The shoulder thing is found on the computer right above the any key.
Yeah, the CFAA is so impressively over-broad and vague it is an impressive club to sue either criminally or civilly in lots of occasions that should not be either criminal nor cause civil liability at all.
Kozinski for SCOTUS!
Damn, I love that man.
Kozinski also said this:
"[T]he simple truth—born of experience—is that tyranny thrives best where government need not fear the wrath of an armed people. The prospect of tyranny may not grab the headlines the way vivid stories of gun crime routinely do. But few saw the Third Reich coming until it was too late.

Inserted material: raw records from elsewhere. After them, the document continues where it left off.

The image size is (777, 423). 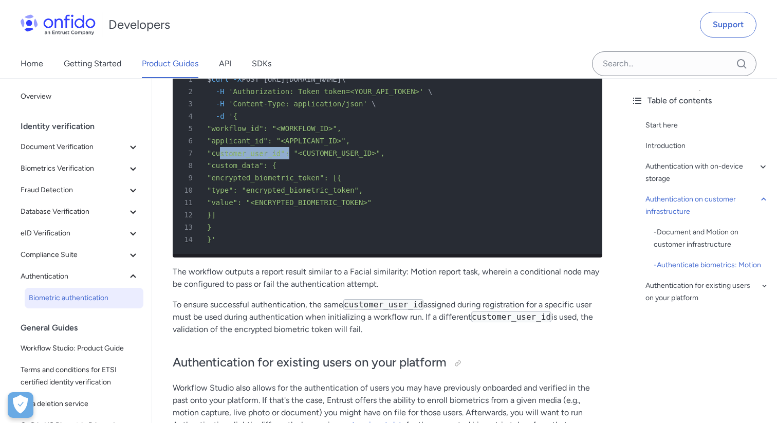 What do you see at coordinates (188, 116) in the screenshot?
I see `span: 4` at bounding box center [188, 116].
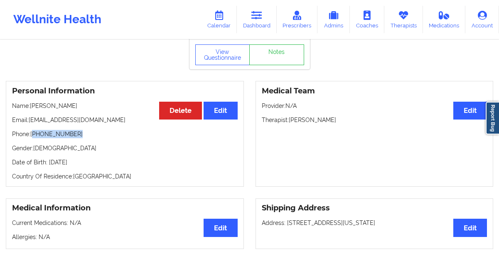 This screenshot has height=254, width=499. What do you see at coordinates (277, 55) in the screenshot?
I see `a: Notes` at bounding box center [277, 55].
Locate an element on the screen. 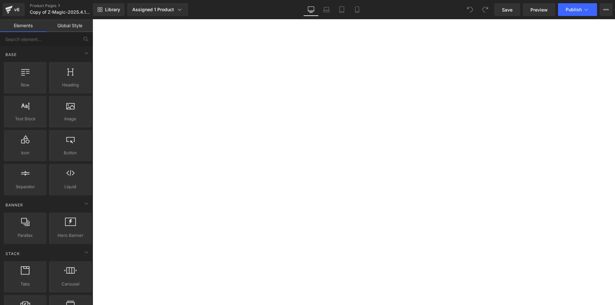 This screenshot has width=615, height=305. span: Stack is located at coordinates (12, 254).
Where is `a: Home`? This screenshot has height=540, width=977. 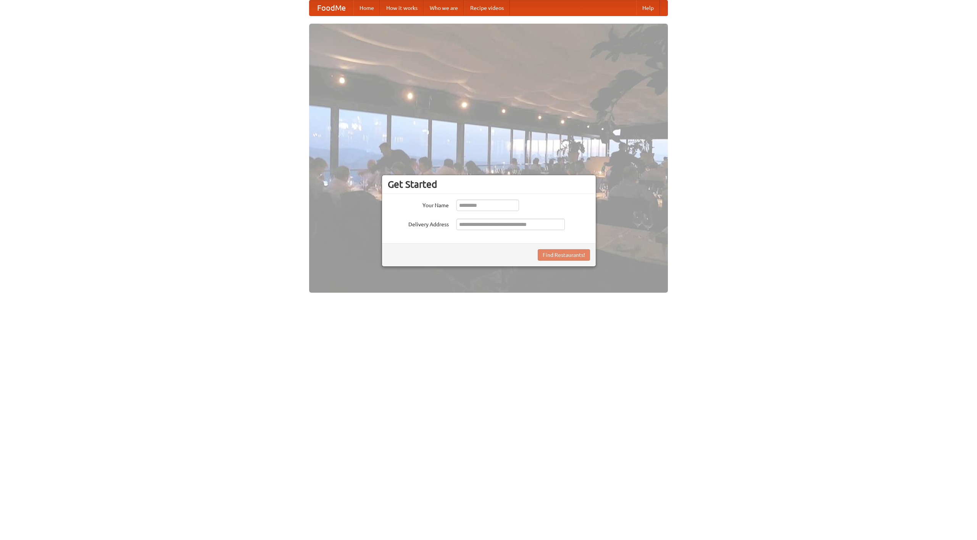
a: Home is located at coordinates (367, 8).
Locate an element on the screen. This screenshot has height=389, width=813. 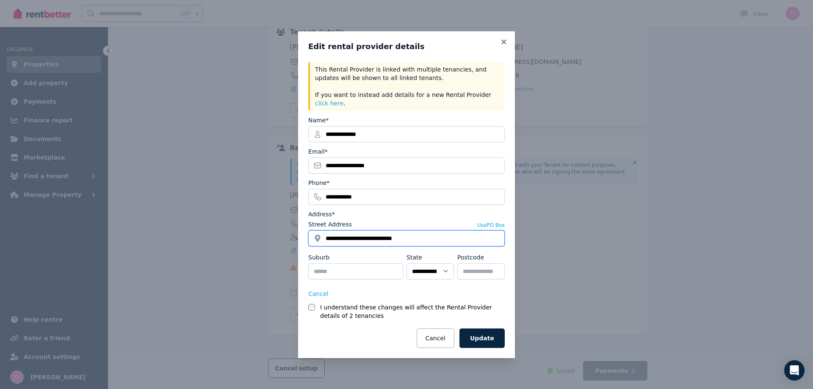
label: I understand these changes will affect the Rental Provider details of 2 tenancies is located at coordinates (413, 312).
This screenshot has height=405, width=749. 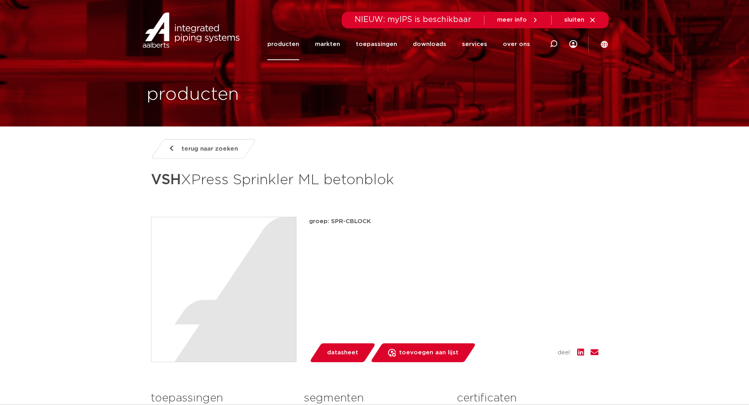 I want to click on a: producten, so click(x=283, y=44).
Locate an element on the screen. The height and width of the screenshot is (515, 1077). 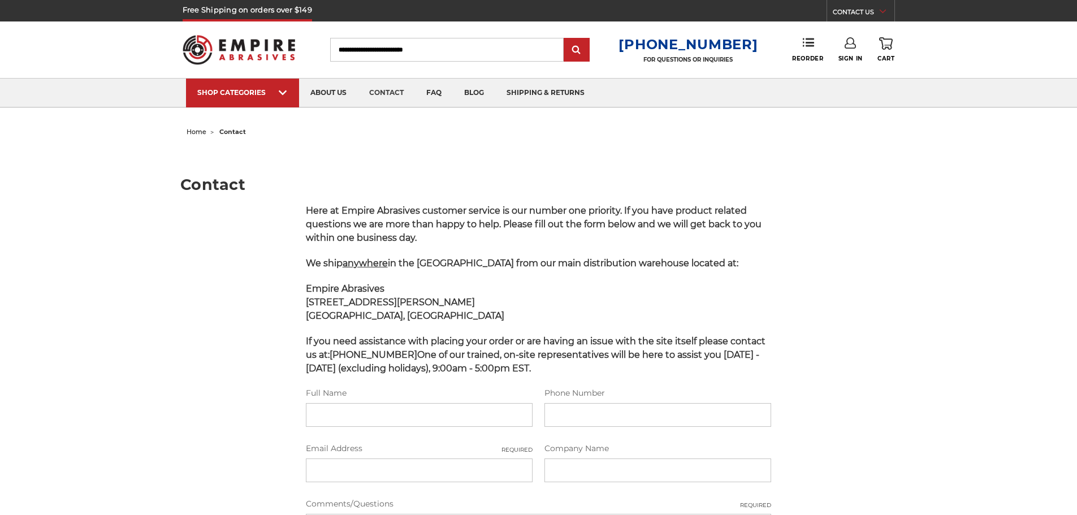
span: Empire Abrasives is located at coordinates (345, 288).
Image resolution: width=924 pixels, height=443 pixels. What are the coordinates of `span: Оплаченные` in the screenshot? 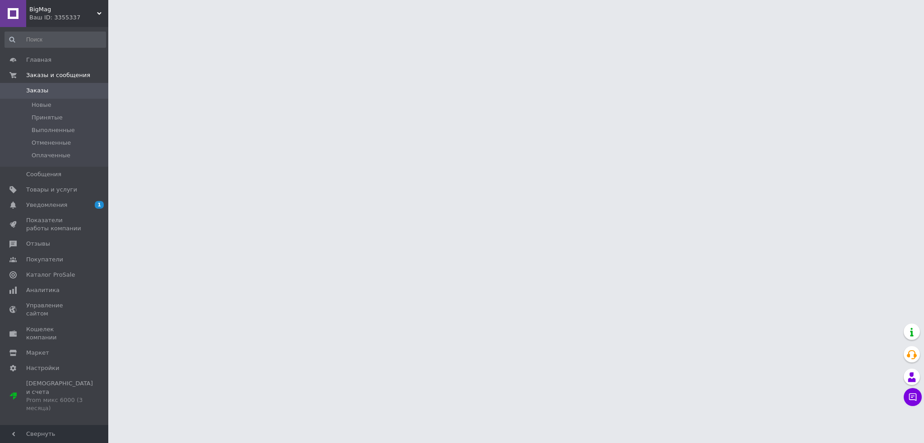 It's located at (51, 156).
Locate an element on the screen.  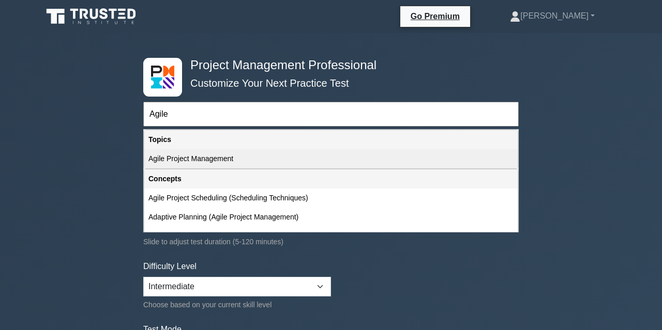
h4: Project Management Professional is located at coordinates (327, 65).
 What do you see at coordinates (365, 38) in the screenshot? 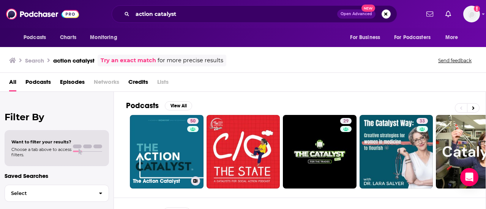
I see `span: For Business` at bounding box center [365, 38].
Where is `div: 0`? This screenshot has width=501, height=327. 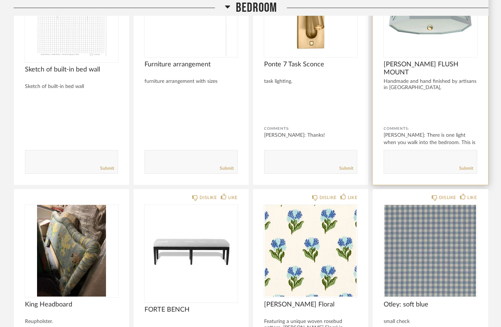 div: 0 is located at coordinates (191, 251).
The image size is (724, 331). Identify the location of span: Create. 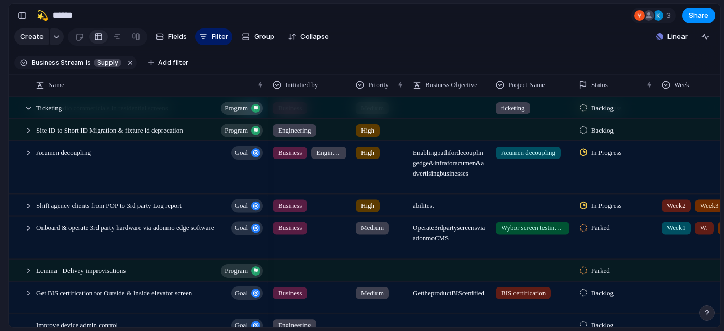
(32, 37).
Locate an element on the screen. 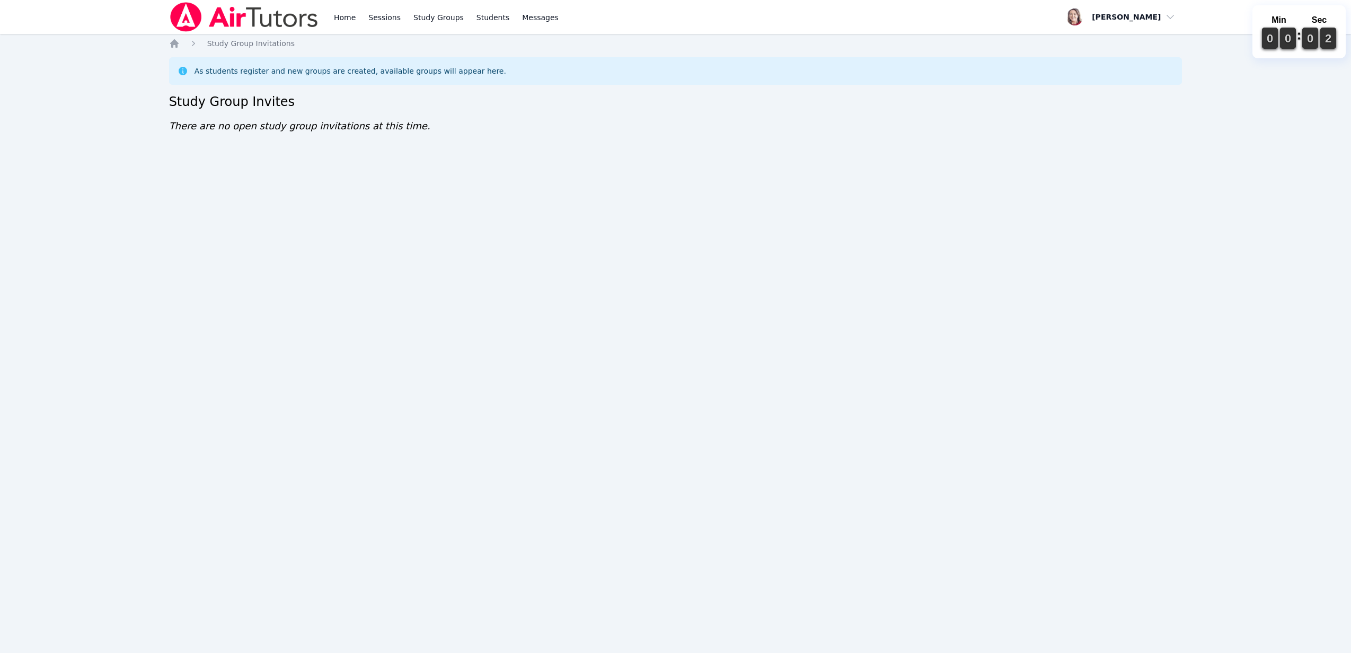 This screenshot has width=1351, height=653. h2: Study Group Invites is located at coordinates (676, 102).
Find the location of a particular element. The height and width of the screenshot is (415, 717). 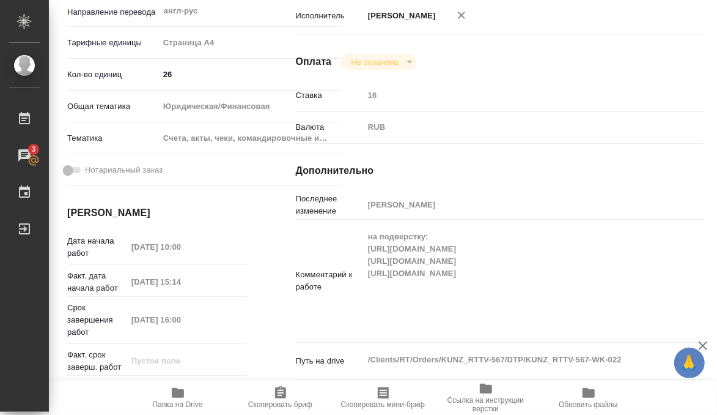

The Second Amendment is a doomsday provision, one designed for those exceptionally rare circumstances where all other rights have failed—where the government refuses to stand for reelection and silences those who protest; where courts have lost the courage to oppose, or can find no one to enforce their decrees. However improbable these contingencies may seem today, facing them unprepared is a mistake a free people get to make only once."
I agree, Tam. We don't pay him enough.
That was from Silveira v. Lockyer, 328 F.3d 567 (2003)
Kozinski and Scalia on the same panel?